Rep. Vincent S. Aldan is urging regulators to reject any rate increase request from the Commonwealth Utilities Corp. until the utility undergoes a full audit, saying nearly $59 million in outstanding receivables raises serious questions about how the agency is being managed.

Appearing before the public comments section of the Commonwealth Public Utilities Commission last Feb. 13 at the Marianas Business Plaza, Aldan, chairman of the House Committee on Transportation and Infrastructure in the Legislature, said he was not there “to try to bash anybody,” but “to try to point out facts.”

Citing Title 4 of the Commonwealth Code, Aldan read the governing standard aloud: “The executive director and board shall manage the corporation in a business-like manner so as to provide the most efficient delivery of its services at the most reasonable cost to customers.”

“That’s the law. It shall be managed in a business-like manner,” he said.

Aldan then detailed arrears he said were reflected in CUC’s latest report dated Nov. 23, 2025. According to the figures he cited, the central government owes CUC $36.4 million, while residential and commercial customers owe another $22.3 million, for a combined total of $58.8 million.

“Somebody please make me understand how is this being operated in a business-like manner when your projected budget is $105 million but yet you are owed $58 million,” Aldan said, referring to CUC’s reported $105 million operating budget for fiscal year 2025. “That’s half. Is it not?”
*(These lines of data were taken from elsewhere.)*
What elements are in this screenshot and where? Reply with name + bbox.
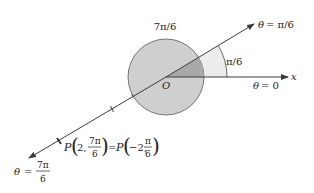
polar-diagram: 7π/6 θ = π/6 π/6 O x θ = 0 P ( 2, 7π 6 )… — [0, 0, 314, 193]
label-x-axis: x — [291, 71, 297, 82]
label-theta-zero-var: θ — [253, 80, 259, 91]
svg-text:=: = — [24, 166, 32, 177]
svg-text:6: 6 — [145, 149, 151, 159]
label-theta-pi6-var: θ — [258, 19, 264, 30]
point-P-formula: P ( 2, 7π 6 ) = P ( −2, π 6 ) — [63, 134, 160, 159]
svg-text:): ) — [152, 134, 160, 158]
svg-text:6: 6 — [92, 149, 98, 159]
label-angle-pi6: π/6 — [226, 56, 242, 67]
svg-text:π: π — [145, 136, 151, 146]
svg-text:7π: 7π — [89, 136, 101, 146]
svg-text:2,: 2, — [77, 142, 87, 153]
label-top-angle: 7π/6 — [154, 21, 177, 32]
svg-text:7π: 7π — [37, 160, 49, 170]
label-origin: O — [162, 80, 170, 91]
svg-text:θ: θ — [14, 166, 20, 177]
label-theta-pi6-eq: = π/6 — [266, 19, 294, 30]
label-theta-7pi6: θ = 7π 6 — [14, 160, 50, 184]
svg-text:6: 6 — [40, 174, 46, 184]
label-theta-zero-eq: = 0 — [261, 80, 279, 91]
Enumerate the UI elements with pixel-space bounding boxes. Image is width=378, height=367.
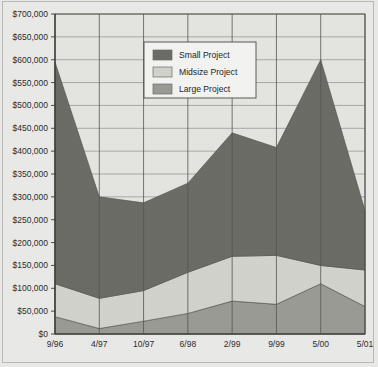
y-tick-label: $50,000	[17, 306, 48, 316]
y-tick-label: $600,000	[13, 55, 49, 65]
x-tick-label: 10/97	[133, 339, 155, 349]
legend-swatch-large-project	[153, 84, 172, 94]
y-tick-label: $200,000	[13, 238, 49, 248]
chart-legend: Small ProjectMidsize ProjectLarge Projec…	[144, 42, 256, 98]
y-tick-label: $650,000	[13, 32, 49, 42]
legend-swatch-small-project	[153, 50, 172, 60]
y-tick-label: $100,000	[13, 283, 49, 293]
y-tick-label: $0	[39, 329, 49, 339]
y-tick-label: $550,000	[13, 78, 49, 88]
legend-label-small-project: Small Project	[179, 50, 230, 60]
x-tick-label: 9/99	[268, 339, 285, 349]
y-tick-label: $250,000	[13, 215, 49, 225]
y-tick-label: $150,000	[13, 260, 49, 270]
y-tick-label: $700,000	[13, 9, 49, 19]
x-tick-label: 9/96	[47, 339, 64, 349]
legend-swatch-midsize-project	[153, 67, 172, 77]
y-axis-ticks: $700,000$650,000$600,000$550,000$500,000…	[13, 9, 55, 339]
chart-figure: $700,000$650,000$600,000$550,000$500,000…	[0, 0, 378, 367]
y-tick-label: $350,000	[13, 169, 49, 179]
stacked-area-chart: $700,000$650,000$600,000$550,000$500,000…	[0, 0, 378, 367]
x-tick-label: 5/01	[357, 339, 374, 349]
x-tick-label: 6/98	[180, 339, 197, 349]
legend-label-midsize-project: Midsize Project	[179, 67, 238, 77]
y-tick-label: $300,000	[13, 192, 49, 202]
legend-label-large-project: Large Project	[179, 84, 231, 94]
x-tick-label: 2/99	[224, 339, 241, 349]
y-tick-label: $500,000	[13, 100, 49, 110]
y-tick-label: $400,000	[13, 146, 49, 156]
x-axis-ticks: 9/964/9710/976/982/999/995/005/01	[47, 339, 374, 349]
x-tick-label: 4/97	[91, 339, 108, 349]
x-tick-label: 5/00	[312, 339, 329, 349]
y-tick-label: $450,000	[13, 123, 49, 133]
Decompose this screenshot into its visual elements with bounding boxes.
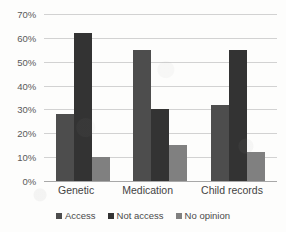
x-axis-category-labels: GeneticMedicationChild records (44, 184, 277, 196)
y-axis-tick-label: 20% (17, 128, 36, 139)
x-axis-category-label: Medication (122, 184, 173, 196)
legend-label: No opinion (185, 210, 230, 221)
bar-chart: 0%10%20%30%40%50%60%70% GeneticMedicatio… (0, 0, 286, 232)
legend-item[interactable]: Access (56, 210, 96, 221)
legend-swatch-icon (176, 213, 182, 219)
bar-group (56, 14, 110, 181)
y-axis-tick-label: 60% (17, 32, 36, 43)
bar (229, 50, 247, 181)
x-axis-category-label: Genetic (58, 184, 94, 196)
chart-legend: AccessNot accessNo opinion (0, 210, 286, 221)
legend-label: Access (65, 210, 96, 221)
y-axis-tick-label: 0% (22, 176, 36, 187)
bar-group (133, 14, 187, 181)
y-axis-tick-label: 40% (17, 80, 36, 91)
bar-group (211, 14, 265, 181)
bar (169, 145, 187, 181)
axis-baseline (44, 181, 277, 182)
y-axis-tick-label: 70% (17, 9, 36, 20)
legend-swatch-icon (108, 213, 114, 219)
y-axis-tick-label: 30% (17, 104, 36, 115)
bar (211, 105, 229, 181)
plot-area (44, 14, 277, 181)
bar-groups (44, 14, 277, 181)
legend-item[interactable]: No opinion (176, 210, 230, 221)
bar (247, 152, 265, 181)
bar (56, 114, 74, 181)
legend-swatch-icon (56, 213, 62, 219)
x-axis-category-label: Child records (201, 184, 263, 196)
y-axis-tick-labels: 0%10%20%30%40%50%60%70% (0, 14, 40, 181)
bar (74, 33, 92, 181)
y-axis-tick-label: 50% (17, 56, 36, 67)
bar (133, 50, 151, 181)
y-axis-tick-label: 10% (17, 152, 36, 163)
bar (92, 157, 110, 181)
legend-label: Not access (117, 210, 164, 221)
legend-item[interactable]: Not access (108, 210, 164, 221)
bar (151, 109, 169, 181)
He said no private corporation would tolerate such arrears.

“I can guarantee you if this was an actual business … when that arrears that you are failing to collect has reached $2 million, somebody will lose their job,” he said.

Aldan focused much of his remarks on the proposed fuel adjustment charge reconciliation and the possibility of future rate adjustments.

“If any proposal … requests to increase rates for whatever reason, that it gets denied until such time that CUC gets completely 1000% audited on everything,” he said.

“The only way to find that out is to ensure that all your assets have to be audited so that you come up with a true price,” he added. “Without that audit, I’m sorry. I will keep going against you.”

Aldan also questioned references to past “over or under collection” of fuel costs.

“When I hear that word ‘over or under collection,’ it’s either you don’t know if you’ve over collected or under collected, but yet you want to increase the FAC,” he said.

Aldan further took issue with the 1% fee remitted to the Office of the Public Auditor, saying that based on CUC’s operating budget, the payment could amount to roughly $1 million annually.

“So if CUC is paying … what the hell is CUC being required to pay 1% to OPA?” he said. “And what does OPA do with that excess funds?”

He described the situation as “a hidden tax on CUC to the ratepayers,” adding, “Do I believe that the ratepayers should be handed a hidden tax and being used as a cash cow and a political dumping ground? No.”

Aldan said he is willing to work with the utility but only if it commits to transparency.

“Just be transparent, be honest, put up a dashboard, and show the people everything,” he said. “No more skeletons in the closet.”

In response, CPUC chair James Sirok said the commission has repeatedly asked OPA to conduct a full audit of CUC.

“We have done our due diligence by asking OPA under the statute to do a full audit on CUC, desk, financial, everything,” Sirok said, noting the request has been pending for nearly two years.

Referring to the commission’s enabling statute, Sirok emphasized that when CPUC makes such a request, OPA “shall” perform the audit.

“They don’t have an option. They don’t have discretion,” he said.

Sirok also agreed that the 1% charge remains embedded in current rates.

“It’s not fair for the ratepayers to be paying this 1% charge that’s bundled into the rates,” he said. “They’re paying for it. But nobody’s getting the service. So it’s a free ride for OPA.”

Earlier in the meeting, private citizen Del Benson questioned the long-term financial impact of large-scale solar investments, cautioning against locking into long-term contracts without clear cost projections.

“If you don’t have a projection of knowing, but we do know now what the cost of CUC run is now,” Benson said, calling such uncertainty “really dangerous.”

He also stressed that solar remains “a supplementary power source, and you still have to run the generators,” suggesting that projected fuel savings should be carefully scrutinized before commitments are made.

The commission took the comments under advisement as deliberations on CUC’s rate petition and related filings continue.